§ **Exercise**: Restate the entries below verbatim.
Start of Supplied data
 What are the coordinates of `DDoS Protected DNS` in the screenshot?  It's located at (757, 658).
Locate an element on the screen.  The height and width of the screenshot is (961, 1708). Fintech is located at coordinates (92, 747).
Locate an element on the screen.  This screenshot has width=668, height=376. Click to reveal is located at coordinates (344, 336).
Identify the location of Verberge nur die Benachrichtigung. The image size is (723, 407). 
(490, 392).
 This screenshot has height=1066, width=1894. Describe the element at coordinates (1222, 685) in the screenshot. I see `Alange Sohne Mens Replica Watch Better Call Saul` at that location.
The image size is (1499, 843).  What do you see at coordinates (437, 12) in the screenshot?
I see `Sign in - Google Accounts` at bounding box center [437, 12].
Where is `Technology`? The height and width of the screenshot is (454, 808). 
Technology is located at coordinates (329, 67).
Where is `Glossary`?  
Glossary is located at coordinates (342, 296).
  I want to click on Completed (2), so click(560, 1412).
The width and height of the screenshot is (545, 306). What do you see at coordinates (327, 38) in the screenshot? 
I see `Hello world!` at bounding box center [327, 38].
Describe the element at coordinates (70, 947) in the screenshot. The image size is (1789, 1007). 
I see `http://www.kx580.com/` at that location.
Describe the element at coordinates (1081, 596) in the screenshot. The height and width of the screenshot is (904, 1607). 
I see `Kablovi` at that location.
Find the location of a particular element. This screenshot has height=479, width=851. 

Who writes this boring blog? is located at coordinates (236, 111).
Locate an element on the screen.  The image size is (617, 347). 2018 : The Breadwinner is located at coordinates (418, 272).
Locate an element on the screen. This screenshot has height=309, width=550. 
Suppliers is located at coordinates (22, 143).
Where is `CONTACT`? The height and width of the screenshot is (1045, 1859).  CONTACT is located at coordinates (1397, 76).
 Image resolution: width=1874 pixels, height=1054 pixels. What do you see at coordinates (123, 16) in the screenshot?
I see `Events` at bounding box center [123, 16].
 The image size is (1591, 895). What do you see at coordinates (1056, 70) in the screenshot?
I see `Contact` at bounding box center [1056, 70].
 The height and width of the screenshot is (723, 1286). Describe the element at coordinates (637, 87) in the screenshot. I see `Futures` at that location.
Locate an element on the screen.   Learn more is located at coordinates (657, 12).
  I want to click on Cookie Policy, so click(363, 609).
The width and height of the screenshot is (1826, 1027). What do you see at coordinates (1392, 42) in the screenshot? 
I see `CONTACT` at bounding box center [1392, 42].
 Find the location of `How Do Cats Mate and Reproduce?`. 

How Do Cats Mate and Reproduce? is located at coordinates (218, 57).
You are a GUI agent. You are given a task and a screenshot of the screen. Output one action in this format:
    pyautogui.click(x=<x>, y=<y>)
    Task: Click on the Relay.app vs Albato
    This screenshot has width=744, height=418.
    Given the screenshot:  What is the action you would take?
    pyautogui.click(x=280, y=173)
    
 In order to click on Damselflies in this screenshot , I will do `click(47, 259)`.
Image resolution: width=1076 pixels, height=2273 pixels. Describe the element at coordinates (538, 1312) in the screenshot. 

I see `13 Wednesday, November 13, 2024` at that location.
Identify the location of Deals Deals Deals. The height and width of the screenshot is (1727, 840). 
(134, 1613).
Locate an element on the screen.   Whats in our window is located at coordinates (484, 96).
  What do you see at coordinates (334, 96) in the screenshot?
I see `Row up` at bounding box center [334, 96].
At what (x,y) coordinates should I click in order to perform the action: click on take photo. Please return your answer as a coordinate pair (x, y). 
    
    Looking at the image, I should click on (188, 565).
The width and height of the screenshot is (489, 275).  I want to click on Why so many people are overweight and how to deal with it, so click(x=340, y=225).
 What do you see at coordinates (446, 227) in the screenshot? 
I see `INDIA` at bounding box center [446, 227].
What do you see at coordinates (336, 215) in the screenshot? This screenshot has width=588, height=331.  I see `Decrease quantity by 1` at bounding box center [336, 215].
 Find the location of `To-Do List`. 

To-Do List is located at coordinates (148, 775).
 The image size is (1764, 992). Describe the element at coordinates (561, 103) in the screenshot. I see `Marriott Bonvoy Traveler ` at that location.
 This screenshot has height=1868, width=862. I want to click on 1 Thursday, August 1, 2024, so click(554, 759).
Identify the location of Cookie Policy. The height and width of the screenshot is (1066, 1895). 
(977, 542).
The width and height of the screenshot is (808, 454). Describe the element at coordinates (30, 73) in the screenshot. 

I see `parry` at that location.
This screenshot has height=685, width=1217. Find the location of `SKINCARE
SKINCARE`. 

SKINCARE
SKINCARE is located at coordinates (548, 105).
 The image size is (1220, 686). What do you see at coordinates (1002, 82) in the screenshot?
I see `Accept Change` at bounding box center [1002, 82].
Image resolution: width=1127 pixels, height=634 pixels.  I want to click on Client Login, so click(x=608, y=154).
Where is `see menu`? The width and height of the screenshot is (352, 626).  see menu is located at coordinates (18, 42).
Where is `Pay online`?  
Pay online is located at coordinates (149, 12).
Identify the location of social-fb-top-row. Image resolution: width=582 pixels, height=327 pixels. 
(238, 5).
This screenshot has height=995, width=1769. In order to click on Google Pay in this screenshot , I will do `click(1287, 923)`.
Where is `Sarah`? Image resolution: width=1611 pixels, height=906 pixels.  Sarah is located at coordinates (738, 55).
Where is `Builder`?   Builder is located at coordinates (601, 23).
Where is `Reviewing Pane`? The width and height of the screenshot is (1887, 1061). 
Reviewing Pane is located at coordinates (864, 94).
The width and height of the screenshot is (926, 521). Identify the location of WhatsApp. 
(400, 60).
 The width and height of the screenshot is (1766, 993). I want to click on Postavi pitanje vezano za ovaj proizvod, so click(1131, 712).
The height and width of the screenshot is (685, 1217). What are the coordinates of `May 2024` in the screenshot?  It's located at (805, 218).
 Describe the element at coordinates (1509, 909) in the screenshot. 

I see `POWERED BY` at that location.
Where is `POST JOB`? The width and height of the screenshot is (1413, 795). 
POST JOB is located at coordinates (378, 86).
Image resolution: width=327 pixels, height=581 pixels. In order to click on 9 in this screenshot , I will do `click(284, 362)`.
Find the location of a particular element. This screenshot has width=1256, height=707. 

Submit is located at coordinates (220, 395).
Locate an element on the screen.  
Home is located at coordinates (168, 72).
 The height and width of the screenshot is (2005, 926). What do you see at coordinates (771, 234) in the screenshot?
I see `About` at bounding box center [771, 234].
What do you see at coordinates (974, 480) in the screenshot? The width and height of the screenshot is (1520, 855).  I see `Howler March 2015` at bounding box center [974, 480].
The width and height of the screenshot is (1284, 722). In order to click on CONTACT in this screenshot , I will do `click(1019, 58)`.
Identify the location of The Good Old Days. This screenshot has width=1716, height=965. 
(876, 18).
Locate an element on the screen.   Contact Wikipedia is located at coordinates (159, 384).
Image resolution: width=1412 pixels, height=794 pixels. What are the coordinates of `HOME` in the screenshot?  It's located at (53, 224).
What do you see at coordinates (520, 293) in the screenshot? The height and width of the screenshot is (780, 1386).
End of Supplied data
§ **Result**:
 What are the coordinates of `DDoS Protected DNS` in the screenshot?  It's located at (757, 658).
Locate an element on the screen.  The height and width of the screenshot is (961, 1708). Fintech is located at coordinates (92, 747).
Locate an element on the screen.  This screenshot has width=668, height=376. Click to reveal is located at coordinates (344, 336).
Identify the location of Verberge nur die Benachrichtigung. The image size is (723, 407). 
(490, 392).
 This screenshot has height=1066, width=1894. Describe the element at coordinates (1222, 685) in the screenshot. I see `Alange Sohne Mens Replica Watch Better Call Saul` at that location.
The image size is (1499, 843).  What do you see at coordinates (437, 12) in the screenshot?
I see `Sign in - Google Accounts` at bounding box center [437, 12].
Where is `Technology`? The height and width of the screenshot is (454, 808). 
Technology is located at coordinates (329, 67).
Where is `Glossary`?  
Glossary is located at coordinates (342, 296).
  I want to click on Completed (2), so click(560, 1412).
The width and height of the screenshot is (545, 306). What do you see at coordinates (327, 38) in the screenshot? 
I see `Hello world!` at bounding box center [327, 38].
Describe the element at coordinates (70, 947) in the screenshot. The image size is (1789, 1007). 
I see `http://www.kx580.com/` at that location.
Describe the element at coordinates (1081, 596) in the screenshot. The height and width of the screenshot is (904, 1607). 
I see `Kablovi` at that location.
Find the location of a particular element. This screenshot has height=479, width=851. 

Who writes this boring blog? is located at coordinates (236, 111).
Locate an element on the screen.  The image size is (617, 347). 2018 : The Breadwinner is located at coordinates (418, 272).
Locate an element on the screen. This screenshot has height=309, width=550. 
Suppliers is located at coordinates (22, 143).
Where is `CONTACT`? The height and width of the screenshot is (1045, 1859).  CONTACT is located at coordinates (1397, 76).
 Image resolution: width=1874 pixels, height=1054 pixels. What do you see at coordinates (123, 16) in the screenshot?
I see `Events` at bounding box center [123, 16].
 The image size is (1591, 895). What do you see at coordinates (1056, 70) in the screenshot?
I see `Contact` at bounding box center [1056, 70].
 The height and width of the screenshot is (723, 1286). Describe the element at coordinates (637, 87) in the screenshot. I see `Futures` at that location.
Locate an element on the screen.   Learn more is located at coordinates (657, 12).
  I want to click on Cookie Policy, so click(363, 609).
The width and height of the screenshot is (1826, 1027). What do you see at coordinates (1392, 42) in the screenshot? 
I see `CONTACT` at bounding box center [1392, 42].
 Find the location of `How Do Cats Mate and Reproduce?`. 

How Do Cats Mate and Reproduce? is located at coordinates (218, 57).
You are a GUI agent. You are given a task and a screenshot of the screen. Output one action in this format:
    pyautogui.click(x=<x>, y=<y>)
    Task: Click on the Relay.app vs Albato
    This screenshot has width=744, height=418.
    Given the screenshot:  What is the action you would take?
    pyautogui.click(x=280, y=173)
    
 In order to click on Damselflies in this screenshot , I will do `click(47, 259)`.
Image resolution: width=1076 pixels, height=2273 pixels. Describe the element at coordinates (538, 1312) in the screenshot. 

I see `13 Wednesday, November 13, 2024` at that location.
Identify the location of Deals Deals Deals. The height and width of the screenshot is (1727, 840). 
(134, 1613).
Locate an element on the screen.   Whats in our window is located at coordinates (484, 96).
  What do you see at coordinates (334, 96) in the screenshot?
I see `Row up` at bounding box center [334, 96].
At what (x,y) coordinates should I click in order to perform the action: click on take photo. Please return your answer as a coordinate pair (x, y). 
    
    Looking at the image, I should click on (188, 565).
The width and height of the screenshot is (489, 275).  I want to click on Why so many people are overweight and how to deal with it, so click(x=340, y=225).
 What do you see at coordinates (446, 227) in the screenshot? 
I see `INDIA` at bounding box center [446, 227].
What do you see at coordinates (336, 215) in the screenshot? This screenshot has width=588, height=331.  I see `Decrease quantity by 1` at bounding box center [336, 215].
 Find the location of `To-Do List`. 

To-Do List is located at coordinates (148, 775).
 The image size is (1764, 992). Describe the element at coordinates (561, 103) in the screenshot. I see `Marriott Bonvoy Traveler ` at that location.
 This screenshot has height=1868, width=862. I want to click on 1 Thursday, August 1, 2024, so click(554, 759).
Identify the location of Cookie Policy. The height and width of the screenshot is (1066, 1895). 
(977, 542).
The width and height of the screenshot is (808, 454). Describe the element at coordinates (30, 73) in the screenshot. 

I see `parry` at that location.
This screenshot has height=685, width=1217. Find the location of `SKINCARE
SKINCARE`. 

SKINCARE
SKINCARE is located at coordinates (548, 105).
 The image size is (1220, 686). What do you see at coordinates (1002, 82) in the screenshot?
I see `Accept Change` at bounding box center [1002, 82].
Image resolution: width=1127 pixels, height=634 pixels.  I want to click on Client Login, so click(x=608, y=154).
Where is `see menu`? The width and height of the screenshot is (352, 626).  see menu is located at coordinates (18, 42).
Where is `Pay online`?  
Pay online is located at coordinates (149, 12).
Identify the location of social-fb-top-row. Image resolution: width=582 pixels, height=327 pixels. 
(238, 5).
This screenshot has height=995, width=1769. In order to click on Google Pay in this screenshot , I will do `click(1287, 923)`.
Where is `Sarah`? Image resolution: width=1611 pixels, height=906 pixels.  Sarah is located at coordinates (738, 55).
Where is `Builder`?   Builder is located at coordinates (601, 23).
Where is `Reviewing Pane`? The width and height of the screenshot is (1887, 1061). 
Reviewing Pane is located at coordinates (864, 94).
The width and height of the screenshot is (926, 521). Identify the location of WhatsApp. 
(400, 60).
 The width and height of the screenshot is (1766, 993). I want to click on Postavi pitanje vezano za ovaj proizvod, so click(1131, 712).
The height and width of the screenshot is (685, 1217). What are the coordinates of `May 2024` in the screenshot?  It's located at (805, 218).
 Describe the element at coordinates (1509, 909) in the screenshot. 

I see `POWERED BY` at that location.
Where is `POST JOB`? The width and height of the screenshot is (1413, 795). 
POST JOB is located at coordinates (378, 86).
Image resolution: width=327 pixels, height=581 pixels. In order to click on 9 in this screenshot , I will do `click(284, 362)`.
Find the location of a particular element. This screenshot has width=1256, height=707. 

Submit is located at coordinates (220, 395).
Locate an element on the screen.  
Home is located at coordinates (168, 72).
 The height and width of the screenshot is (2005, 926). What do you see at coordinates (771, 234) in the screenshot?
I see `About` at bounding box center [771, 234].
What do you see at coordinates (974, 480) in the screenshot? The width and height of the screenshot is (1520, 855).  I see `Howler March 2015` at bounding box center [974, 480].
The width and height of the screenshot is (1284, 722). In order to click on CONTACT in this screenshot , I will do `click(1019, 58)`.
Identify the location of The Good Old Days. This screenshot has width=1716, height=965. 
(876, 18).
Locate an element on the screen.   Contact Wikipedia is located at coordinates (159, 384).
Image resolution: width=1412 pixels, height=794 pixels. What are the coordinates of `HOME` in the screenshot?  It's located at (53, 224).
What do you see at coordinates (520, 293) in the screenshot? The height and width of the screenshot is (780, 1386).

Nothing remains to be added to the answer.